The world's most powerful drug firms came under a deluge of criticism from AIDS activists today who denounced the industry for putting
profits ahead of the lives of the 25 million Africans who live with HIV-AIDS.
The attack came ahead of a court case in the South African capital Pretoria tomorrow which is seen as an acid test of the developing world's ability to secure affordable medicines by importing generic versions of patented medicines.
The Pharmaceutical Manufacturers' Association of South Africa (PMA), which represents 39 leading drug firms, said it had taken the South African government to court to protect its patent rights which finance future medical research.
"It is vital the companies lose the case... The drug firms are engineering a gross violation of human rights in South Africa that would set a terrible precedent for other developing countries," Mr Kevin Watkins, senior policy adviser with British charity Oxfam, told reporters.
"This is the Vietnam of the drug industry. They have walked into a public relations disaster," Mr Watkins said.

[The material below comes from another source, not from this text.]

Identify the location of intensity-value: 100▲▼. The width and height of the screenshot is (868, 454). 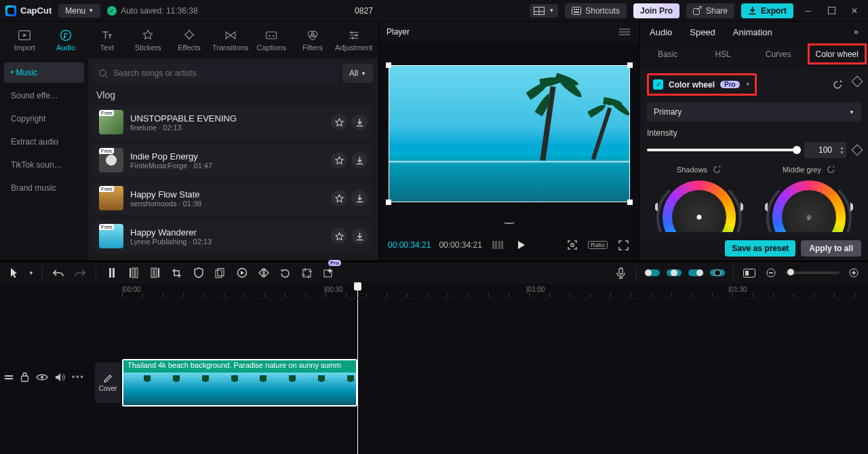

Oxfam said that Pretoria's inability to get access to cheaper, generic drugs would be a catastrophe for South Africa's public health system. A court win for the drug firms, it said, would mean the next generation of medicines would be more costly.
Aid groups urged the drug firms to drop the case, which centres on the legality of the Medicines and Related Substances Control Amendment Act which Pretoria says is vital to meet its constitutional duty of getting health care to its people.

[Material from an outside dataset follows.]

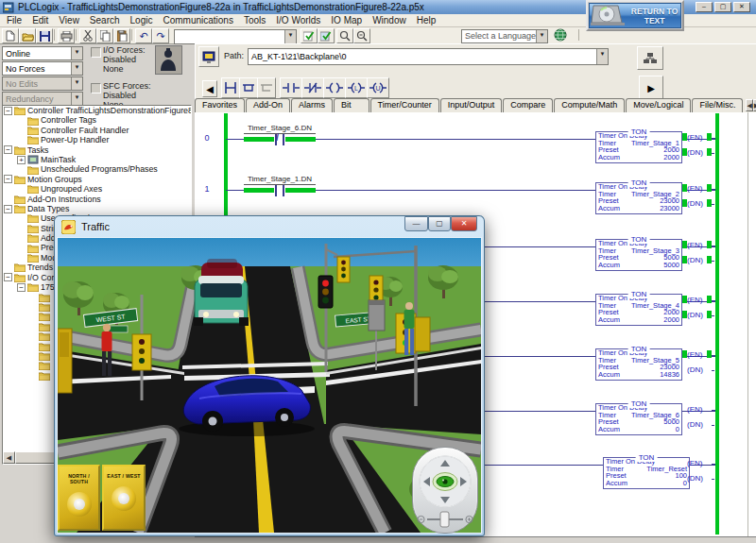 The width and height of the screenshot is (756, 543). What do you see at coordinates (404, 106) in the screenshot?
I see `tab-timer-counter: Timer/Counter` at bounding box center [404, 106].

AIDS activist group Treatment Action Campaign (TAC), which is testifying in the trial, charged the drug firms with greed.
"The right to life, dignity and health supersedes the right of drug companies to profiteer. In the end it is about greed on the one hand and the right to life on the other," TAC head Mr Zackie Achmat told reporters.
Medecins Sans Frontieres (MSF), one of several international groups helping South Africa to fight the PMA, said generic drugs were available for about a quarter of the price charged by the major pharmaceutical companies.